If the Irish , Scotch, and other immigrants, all entered in families ofall ages, in equal numbers within each of the 10 years, 49,584 musthave come into the country annually to amount to 447,974 in 1841, ifthey all came in equal numbers year by year, during the 20 years endedin 1841,27,416 must have entered annually,* or 274,160 must haveentered in the last 10 years.

As young children and old people among immigrants are in less thanthe usual proportion, it may be assumed that the whole class is repre-sented at the time of entering the country by persons between the ages of15 and 55; 25,755 of such annual immigrants would in 20 years amountto 447,974-f The number (25,755) differs little from 27,416, which Iam inclined to consider a sufficiently near approximation to the annualnumber of immigrants in the 10 years, June 1831-41 ; and which differ-ing little from the annual number of emigrants (27,704) previously cited,allows us to admit the simple and until now unsupported hypothesis ofMr.
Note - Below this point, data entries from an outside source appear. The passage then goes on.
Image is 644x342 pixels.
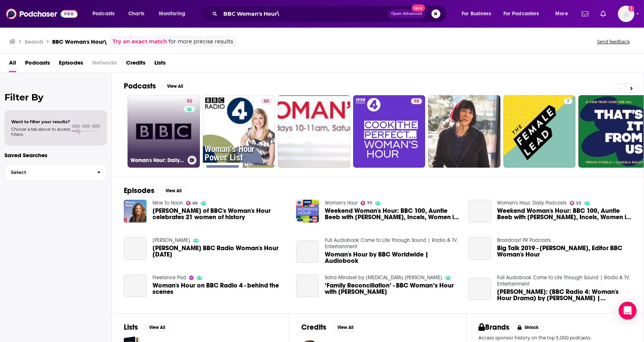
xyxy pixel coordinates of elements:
[6,6,77,21] img: Podchaser - Follow, Share and Rate Podcasts
[391,12,422,16] span: Open Advanced
[264,98,269,105] span: 50
[296,200,319,223] img: Weekend Woman's Hour: BBC 100, Auntie Beeb with Mel Giedroyc, Incels, Women in Space
[497,245,631,258] span: Big Talk 2019 - [PERSON_NAME], Editor BBC Woman's Hour
[59,57,83,72] a: Episodes
[152,207,287,220] span: [PERSON_NAME] of BBC's Woman's Hour celebrates 21 women of history
[456,8,500,20] button: open menu
[24,38,43,45] h3: Search
[497,288,631,301] span: [PERSON_NAME]: (BBC Radio 4: Woman's Hour Drama) by [PERSON_NAME] | Audiobook
[497,245,631,258] a: Big Talk 2019 - Karen Dalziel, Editor BBC Woman's Hour
[325,237,457,250] a: Full Audiobook Come to Life Through Sound | Radio & TV, Entertainment
[301,323,359,332] a: CreditsView All
[597,7,609,20] a: Show notifications dropdown
[628,6,634,11] svg: Add a profile image
[124,82,189,91] a: PodcastsView All
[4,164,107,180] button: Select
[92,9,114,19] span: Podcasts
[124,200,147,223] img: Jenni Murray of BBC's Woman's Hour celebrates 21 women of history
[261,98,272,104] a: 50
[550,8,577,20] button: open menu
[124,186,187,195] a: EpisodesView All
[618,6,634,22] img: User Profile
[162,82,189,91] button: View All
[159,9,185,19] span: Monitoring
[595,39,632,45] button: Send feedback
[387,9,425,19] button: Open AdvancedNew
[503,95,575,167] a: 7
[497,237,550,243] a: Broadcast PR Podcasts
[618,6,634,22] span: Logged in as alignPR
[124,323,171,332] a: ListsView All
[128,9,144,19] span: Charts
[52,38,106,45] h3: BBC Woman's Hour\
[576,202,581,205] span: 53
[127,95,200,167] a: 53Woman's Hour: Daily Podcasts
[325,274,442,280] a: Saha Mindset by Psychologist Mamta Saha
[412,4,425,11] span: New
[478,323,509,332] h2: Brands
[503,9,539,19] span: For Podcasters
[187,98,192,105] span: 53
[124,274,147,297] a: Woman's Hour on BBC Radio 4 - behind the scenes
[152,282,287,295] a: Woman's Hour on BBC Radio 4 - behind the scenes
[184,98,195,104] a: 53
[152,245,287,258] a: Rachel Horman BBC Radio Woman's Hour 19th December 2014
[578,7,591,20] a: Show notifications dropdown
[301,323,326,332] h2: Credits
[112,37,167,46] a: Try an exact match
[468,237,491,260] a: Big Talk 2019 - Karen Dalziel, Editor BBC Woman's Hour
[4,152,107,159] p: Saved Searches
[468,278,491,301] a: Mrs Tolstoy: (BBC Radio 4: Woman's Hour Drama) by Stephen Wakelam | Audiobook
[567,98,569,105] span: 7
[92,57,117,72] span: Networks
[353,95,425,167] a: 55
[325,251,459,264] a: Woman's Hour by BBC Worldwide | Audiobook
[497,207,631,220] a: Weekend Woman's Hour: BBC 100, Auntie Beeb with Mel Giedroyc, Incels, Women in Space
[325,282,459,295] span: ‘Family Reconciliation’ - BBC Woman’s Hour with [PERSON_NAME]
[124,186,154,195] h2: Episodes
[497,274,630,287] a: Full Audiobook Come to Life Through Sound | Radio & TV, Entertainment
[131,157,184,163] h3: Woman's Hour: Daily Podcasts
[25,57,50,72] a: Podcasts
[87,8,124,20] button: open menu
[498,8,550,20] button: open menu
[497,200,567,206] a: Woman's Hour: Daily Podcasts
[360,201,372,205] a: 77
[152,245,287,258] span: [PERSON_NAME] BBC Radio Woman's Hour [DATE]
[478,335,631,341] p: Access sponsor history on the top 5,000 podcasts.
[144,323,171,332] button: View All
[497,288,631,301] a: Mrs Tolstoy: (BBC Radio 4: Woman's Hour Drama) by Stephen Wakelam | Audiobook
[154,8,195,20] button: open menu
[332,323,359,332] button: View All
[11,119,70,124] span: Want to filter your results?
[296,240,319,263] a: Woman's Hour by BBC Worldwide | Audiobook
[124,82,156,91] h2: Podcasts
[618,301,636,319] div: Open Intercom Messenger
[497,207,631,220] span: Weekend Woman's Hour: BBC 100, Auntie Beeb with [PERSON_NAME], Incels, Women in Space
[462,9,491,19] span: For Business
[126,57,145,72] a: Credits
[367,202,372,205] span: 77
[152,274,186,280] a: Freelance Pod
[5,170,91,175] span: Select
[325,282,459,295] a: ‘Family Reconciliation’ - BBC Woman’s Hour with Anita Rani
[325,207,459,220] span: Weekend Woman's Hour: BBC 100, Auntie Beeb with [PERSON_NAME], Incels, Women in Space
[152,237,190,243] a: Rachel Horman-Brown
[124,8,149,20] a: Charts
[512,323,544,332] button: Unlock
[11,127,70,137] span: Choose a tab above to access filters.
[124,323,138,332] h2: Lists
[4,92,107,102] h2: Filter By
[9,57,16,72] span: All
[220,8,387,20] input: Search podcasts, credits, & more...
[192,202,197,205] span: 69
[169,37,233,46] span: for more precise results
[152,207,287,220] a: Jenni Murray of BBC's Woman's Hour celebrates 21 women of history
[154,57,166,72] span: Lists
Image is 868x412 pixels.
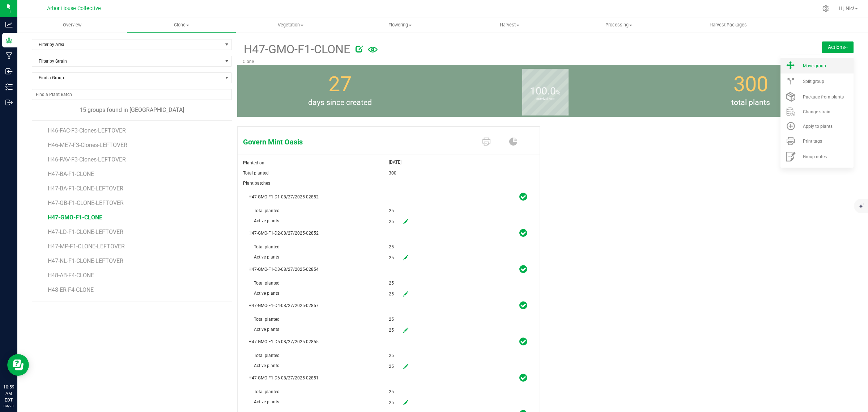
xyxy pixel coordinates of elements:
[519,373,527,383] span: plant_batch
[802,154,826,159] span: Group notes
[5,99,13,106] inline-svg: Outbound
[254,280,279,285] span: Total planted
[522,67,569,132] b: survival rate
[673,17,782,33] a: Harvest Packages
[254,363,279,368] span: Active plants
[32,90,231,100] input: NO DATA FOUND
[243,65,437,117] group-info-box: Days since created
[389,400,393,405] span: 25
[248,373,528,383] span: H47-GMO-F1-D6-08/27/2025-02851
[248,336,528,346] span: H47-GMO-F1-D5-08/27/2025-02855
[223,39,231,49] span: select
[47,156,126,163] span: H46-PAV-F3-Clones-LEFTOVER
[699,22,757,28] span: Harvest Packages
[802,139,821,143] span: Print tags
[32,56,223,66] span: Filter by Strain
[254,399,279,404] span: Active plants
[243,58,745,65] p: Clone
[5,83,13,90] inline-svg: Inventory
[32,106,232,114] div: 15 groups found in [GEOGRAPHIC_DATA]
[389,206,393,216] span: 25
[248,195,319,199] span: H47-GMO-F1-D1-08/27/2025-02852
[254,218,279,223] span: Active plants
[7,354,29,375] iframe: Resource center
[389,158,402,166] span: [DATE]
[519,227,527,238] span: plant_batch
[519,192,527,202] span: plant_batch
[254,254,279,259] span: Active plants
[389,278,393,288] span: 25
[243,40,350,58] span: H47-GMO-F1-CLONE
[248,301,528,311] span: H47-GMO-F1-D4-08/27/2025-02857
[802,94,843,100] span: Package from plants
[254,317,279,322] span: Total planted
[47,171,94,177] span: H47-BA-F1-CLONE
[236,17,345,33] a: Vegetation
[389,314,393,324] span: 25
[821,5,830,12] div: Manage settings
[5,37,13,44] inline-svg: Grow
[127,17,235,33] a: Clone
[32,73,223,83] span: Find a Group
[564,22,673,28] span: Processing
[17,17,127,33] a: Overview
[802,63,826,69] span: Move group
[254,389,279,394] span: Total planted
[733,72,768,96] span: 300
[329,72,351,96] span: 27
[802,110,830,114] span: Change strain
[248,228,528,238] span: H47-GMO-F1-D2-08/27/2025-02852
[243,171,268,175] span: Total planted
[802,123,832,129] span: Apply to plants
[5,21,13,28] inline-svg: Analytics
[248,339,319,344] span: H47-GMO-F1-D5-08/27/2025-02855
[47,214,102,221] span: H47-GMO-F1-CLONE
[389,242,393,252] span: 25
[648,97,853,108] span: total plants
[254,327,279,332] span: Active plants
[237,136,439,147] span: Govern Mint Oasis
[389,168,396,178] span: 300
[47,301,99,308] span: H48-GMO-F4-CLONE
[802,79,824,84] span: Split group
[243,160,265,165] span: Planted on
[654,65,848,117] group-info-box: Total number of plants
[53,22,91,28] span: Overview
[455,22,563,28] span: Harvest
[47,5,100,12] span: Arbor House Collective
[47,199,123,206] span: H47-GB-F1-CLONE-LEFTOVER
[47,228,123,235] span: H47-LD-F1-CLONE-LEFTOVER
[448,65,643,117] group-info-box: Survival rate
[47,142,127,148] span: H46-ME7-F3-Clones-LEFTOVER
[47,258,123,264] span: H47-NL-F1-CLONE-LEFTOVER
[519,336,527,346] span: plant_batch
[4,403,14,408] p: 09/23
[248,264,528,274] span: H47-GMO-F1-D3-08/27/2025-02854
[5,68,13,75] inline-svg: Inbound
[47,127,126,134] span: H46-FAC-F3-Clones-LEFTOVER
[243,178,389,188] span: Plant batches
[389,364,393,369] span: 25
[389,255,393,260] span: 25
[127,22,235,28] span: Clone
[254,291,279,296] span: Active plants
[254,353,279,358] span: Total planted
[47,185,123,192] span: H47-BA-F1-CLONE-LEFTOVER
[455,17,564,33] a: Harvest
[821,41,853,53] button: Actions
[248,375,319,380] span: H47-GMO-F1-D6-08/27/2025-02851
[389,291,393,296] span: 25
[389,219,393,224] span: 25
[389,386,393,396] span: 25
[248,302,319,308] span: H47-GMO-F1-D4-08/27/2025-02857
[254,208,279,213] span: Total planted
[4,384,14,403] p: 10:59 AM EDT
[389,327,393,333] span: 25
[47,271,94,279] span: H48-AB-F4-CLONE
[389,350,393,360] span: 25
[47,243,125,249] span: H47-MP-F1-CLONE-LEFTOVER
[237,97,443,108] span: days since created
[254,244,279,249] span: Total planted
[838,5,853,11] span: Hi, Nic!
[5,52,13,59] inline-svg: Manufacturing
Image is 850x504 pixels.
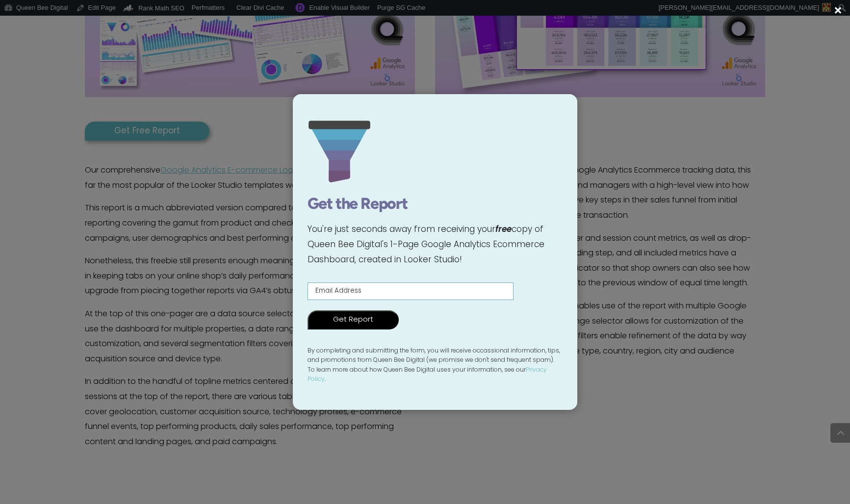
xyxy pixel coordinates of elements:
[307,310,398,330] input: Get Report
[830,5,845,20] button: ×
[307,196,562,219] h1: Get the Report
[307,367,547,383] a: Privacy Policy
[833,5,843,20] span: ×
[307,283,562,337] form: Contact form
[307,283,514,300] input: Email Address
[307,222,562,268] p: You're just seconds away from receiving your copy of Queen Bee Digital's 1-Page Google Analytics ...
[307,347,562,385] p: By completing and submitting the form, you will receive occassional information, tips, and promot...
[307,120,371,183] img: 045-funnel
[496,223,512,235] span: free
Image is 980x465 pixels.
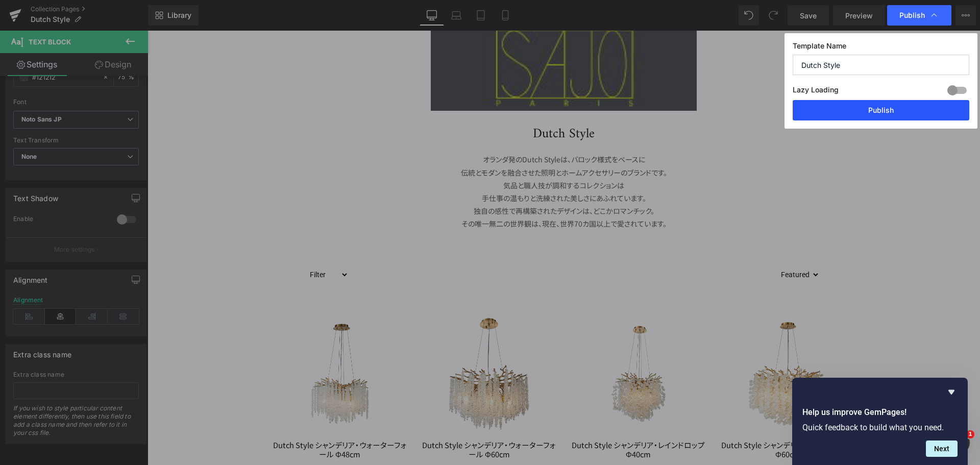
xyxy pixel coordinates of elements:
[945,386,957,398] button: Hide survey
[802,386,957,457] div: Help us improve GemPages!
[446,175,507,185] span: どこかロマンチック。
[584,277,696,411] img: Dutch Style シャンデリア・レインドロップ Φ60cm
[793,100,969,120] button: Publish
[275,136,557,149] p: 伝統とモダンを融合させた照明とホームアクセサリーのブランドです。
[966,430,974,438] span: 1
[802,406,957,419] h2: Help us improve GemPages!
[899,11,925,20] span: Publish
[137,277,248,411] img: Dutch Style シャンデリア・ウォーターフォール Φ48cm
[118,101,715,107] h1: Dutch Style
[275,187,557,200] p: その唯一無二の世界観は、現在、世界70カ国以上で愛されています。
[926,440,957,457] button: Next question
[793,41,969,55] label: Template Name
[275,161,557,174] p: 手仕事の温もりと洗練された美しさにあふれています。
[123,410,262,428] a: Dutch Style シャンデリア・ウォーターフォール Φ48cm
[793,83,839,100] label: Lazy Loading
[275,149,557,161] p: 気品と職人技が調和するコレクションは
[802,423,957,433] p: Quick feedback to build what you need.
[435,277,546,411] img: Dutch Style シャンデリア・レインドロップ Φ40cm
[570,410,710,428] a: Dutch Style シャンデリア・レインドロップ Φ60cm
[275,174,557,187] p: 独自の感性で再構築されたデザインは、
[272,410,412,428] a: Dutch Style シャンデリア・ウォーターフォール Φ60cm
[422,410,561,428] a: Dutch Style シャンデリア・レインドロップ Φ40cm
[286,277,397,411] img: Dutch Style シャンデリア・ウォーターフォール Φ60cm
[275,123,557,136] p: オランダ発のDutch Styleは、バロック様式をベースに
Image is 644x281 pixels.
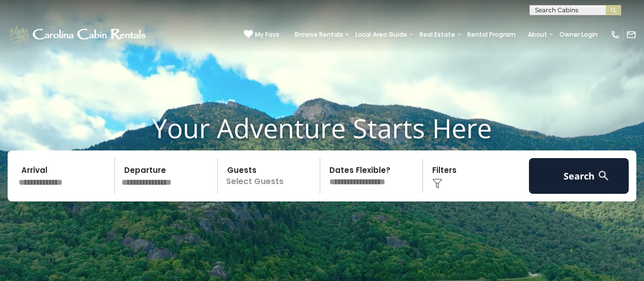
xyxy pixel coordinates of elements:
img: filter--v1.png [432,178,443,188]
img: search-regular-white.png [597,169,610,182]
img: phone-regular-white.png [611,30,621,40]
a: About [523,27,552,42]
span: My Favs [255,30,280,39]
img: mail-regular-white.png [626,30,637,40]
a: Real Estate [414,27,460,42]
img: White-1-1-2.png [8,24,149,45]
a: Owner Login [555,27,603,42]
h1: Your Adventure Starts Here [8,112,637,144]
a: Rental Program [462,27,521,42]
p: Select Guests [221,158,320,194]
a: Local Area Guide [350,27,412,42]
a: Browse Rentals [290,27,348,42]
a: My Favs [244,30,280,40]
button: Search [529,158,629,194]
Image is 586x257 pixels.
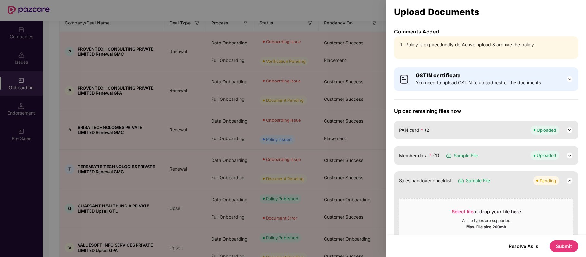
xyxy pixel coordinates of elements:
span: Sales handover checklist [399,177,452,184]
p: Comments Added [394,28,579,35]
b: GSTIN certificate [416,72,461,79]
span: Sample File [454,152,478,159]
button: Submit [550,240,579,252]
div: Pending [540,178,557,184]
span: Select fileor drop your file hereAll file types are supportedMax. File size 200mb [400,204,574,235]
div: or drop your file here [452,208,521,218]
span: You need to upload GSTIN to upload rest of the documents [416,79,541,86]
li: Policy is expired,kindly do Active upload & archive the policy. [406,41,574,48]
span: Upload remaining files now [394,108,579,114]
img: svg+xml;base64,PHN2ZyB3aWR0aD0iMjQiIGhlaWdodD0iMjQiIHZpZXdCb3g9IjAgMCAyNCAyNCIgZmlsbD0ibm9uZSIgeG... [566,177,574,185]
button: Resolve As Is [503,242,545,251]
img: svg+xml;base64,PHN2ZyB3aWR0aD0iMjQiIGhlaWdodD0iMjQiIHZpZXdCb3g9IjAgMCAyNCAyNCIgZmlsbD0ibm9uZSIgeG... [566,126,574,134]
div: Upload Documents [394,8,579,15]
img: svg+xml;base64,PHN2ZyB3aWR0aD0iMjQiIGhlaWdodD0iMjQiIHZpZXdCb3g9IjAgMCAyNCAyNCIgZmlsbD0ibm9uZSIgeG... [566,75,574,83]
img: svg+xml;base64,PHN2ZyB3aWR0aD0iMjQiIGhlaWdodD0iMjQiIHZpZXdCb3g9IjAgMCAyNCAyNCIgZmlsbD0ibm9uZSIgeG... [566,152,574,160]
span: PAN card (2) [399,127,431,134]
img: svg+xml;base64,PHN2ZyB3aWR0aD0iMTYiIGhlaWdodD0iMTciIHZpZXdCb3g9IjAgMCAxNiAxNyIgZmlsbD0ibm9uZSIgeG... [446,152,452,159]
div: All file types are supported [462,218,511,223]
img: svg+xml;base64,PHN2ZyB4bWxucz0iaHR0cDovL3d3dy53My5vcmcvMjAwMC9zdmciIHdpZHRoPSI0MCIgaGVpZ2h0PSI0MC... [399,74,410,84]
img: svg+xml;base64,PHN2ZyB3aWR0aD0iMTYiIGhlaWdodD0iMTciIHZpZXdCb3g9IjAgMCAxNiAxNyIgZmlsbD0ibm9uZSIgeG... [458,178,465,184]
div: Max. File size 200mb [467,223,507,230]
div: Uploaded [537,152,557,159]
div: Uploaded [537,127,557,133]
span: Select file [452,209,474,214]
span: Sample File [466,177,490,184]
span: Member data (1) [399,152,440,159]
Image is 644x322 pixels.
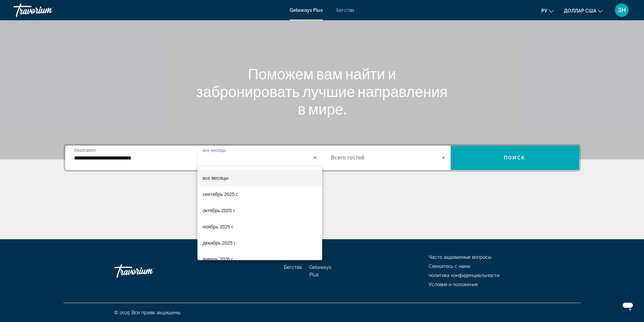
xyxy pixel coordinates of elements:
font: все месяцы [203,176,229,181]
font: декабрь 2025 г. [203,241,236,246]
font: сентябрь 2025 г. [203,192,239,197]
iframe: Кнопка запуска окна обмена сообщениями [617,295,639,317]
font: октябрь 2025 г. [203,208,235,214]
font: январь 2026 г. [203,257,234,262]
font: ноябрь 2025 г. [203,224,234,230]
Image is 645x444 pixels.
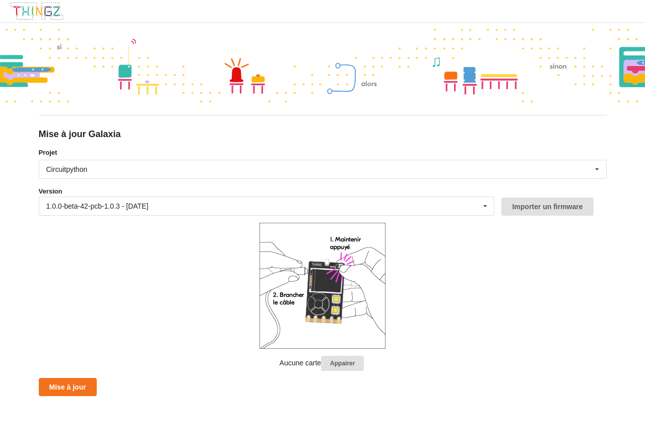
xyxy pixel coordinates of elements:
div: 1.0.0-beta-42-pcb-1.0.3 - [DATE] [46,203,149,210]
img: thingz_logo.png [10,2,64,21]
button: Appairer [321,356,364,371]
div: Mise à jour Galaxia [39,129,607,140]
button: Mise à jour [39,378,97,396]
p: Aucune carte [39,356,607,371]
label: Projet [39,148,607,158]
img: galaxia_plug.png [260,223,386,349]
button: Importer un firmware [502,198,593,216]
label: Version [39,186,62,197]
div: Circuitpython [46,166,88,173]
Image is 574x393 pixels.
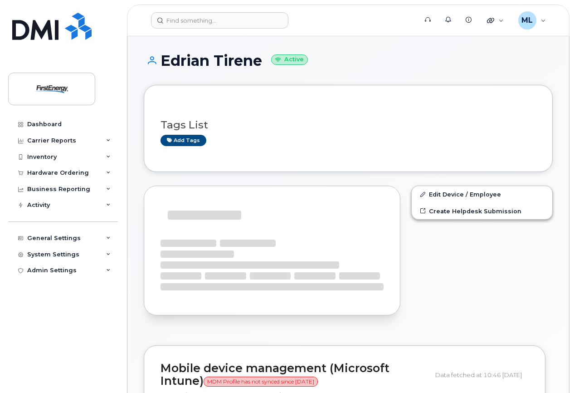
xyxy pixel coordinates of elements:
small: Active [271,54,308,65]
a: Edit Device / Employee [412,186,552,202]
h2: Mobile device management (Microsoft Intune) [161,362,429,387]
a: Create Helpdesk Submission [412,203,552,219]
span: MDM Profile has not synced since [DATE] [204,376,318,386]
a: Add tags [161,135,206,146]
h3: Tags List [161,119,536,131]
div: Data fetched at 10:46 [DATE] [435,366,529,383]
h1: Edrian Tirene [144,53,553,68]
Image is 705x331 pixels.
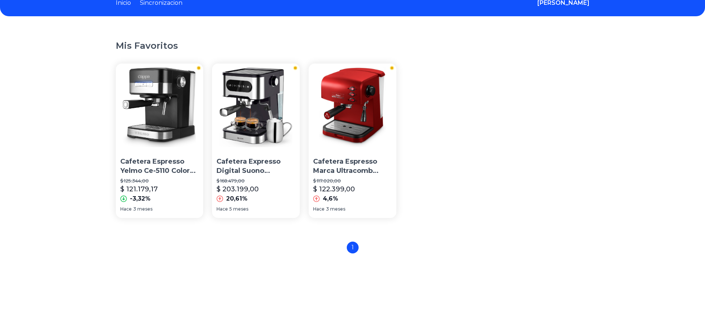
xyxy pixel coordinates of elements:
img: Cafetera Espresso Marca Ultracomb Modelo Ce-6108 Color Rojo [308,64,396,151]
span: Hace [313,206,324,212]
span: 5 meses [229,206,248,212]
a: Cafetera Expresso Digital Suono Automática Acero Inox 1.5 L Color PlateadoCafetera Expresso Digit... [212,64,300,218]
p: $ 168.479,00 [216,178,295,184]
p: -3,32% [130,195,151,203]
span: 3 meses [133,206,152,212]
p: $ 203.199,00 [216,184,259,195]
p: 4,6% [323,195,338,203]
p: $ 117.020,00 [313,178,392,184]
span: Hace [120,206,132,212]
img: Cafetera Expresso Digital Suono Automática Acero Inox 1.5 L Color Plateado [212,64,300,151]
p: Cafetera Espresso Marca Ultracomb Modelo Ce-6108 Color Rojo [313,157,392,176]
p: 20,61% [226,195,247,203]
p: $ 121.179,17 [120,184,158,195]
p: $ 125.344,00 [120,178,199,184]
img: Cafetera Espresso Yelmo Ce-5110 Color Negro [116,64,203,151]
p: $ 122.399,00 [313,184,355,195]
a: Cafetera Espresso Marca Ultracomb Modelo Ce-6108 Color RojoCafetera Espresso Marca Ultracomb Mode... [308,64,396,218]
p: Cafetera Espresso Yelmo Ce-5110 Color Negro [120,157,199,176]
span: Hace [216,206,228,212]
p: Cafetera Expresso Digital Suono Automática Acero Inox 1.5 L Color Plateado [216,157,295,176]
a: Cafetera Espresso Yelmo Ce-5110 Color NegroCafetera Espresso Yelmo Ce-5110 Color Negro$ 125.344,0... [116,64,203,218]
h1: Mis Favoritos [116,40,589,52]
span: 3 meses [326,206,345,212]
Rickman and other writers, that the immigration of the Scotch andIrish into England nearly counterpoises the emigration of Englishmen bybirth to the colonies and foreign parts.

* 548,460 immigrants would, at this rate,come into England in twenty years,but 100,486of them would die, leaving 447,974 alive at the end of the time.

t For the formula and table from which the calculations have been derived, see Appendix to Sixth Report, page 547 and page 561,8vo. edition. If the number of annual immigrants

I y

be represented by i, then i = v v - X advenae. The immigrants are supposed to

be subject to the same law of mortality as the whole population on which the English tableis constructed. The calculation can only be made by means of the new form given to thatlife table.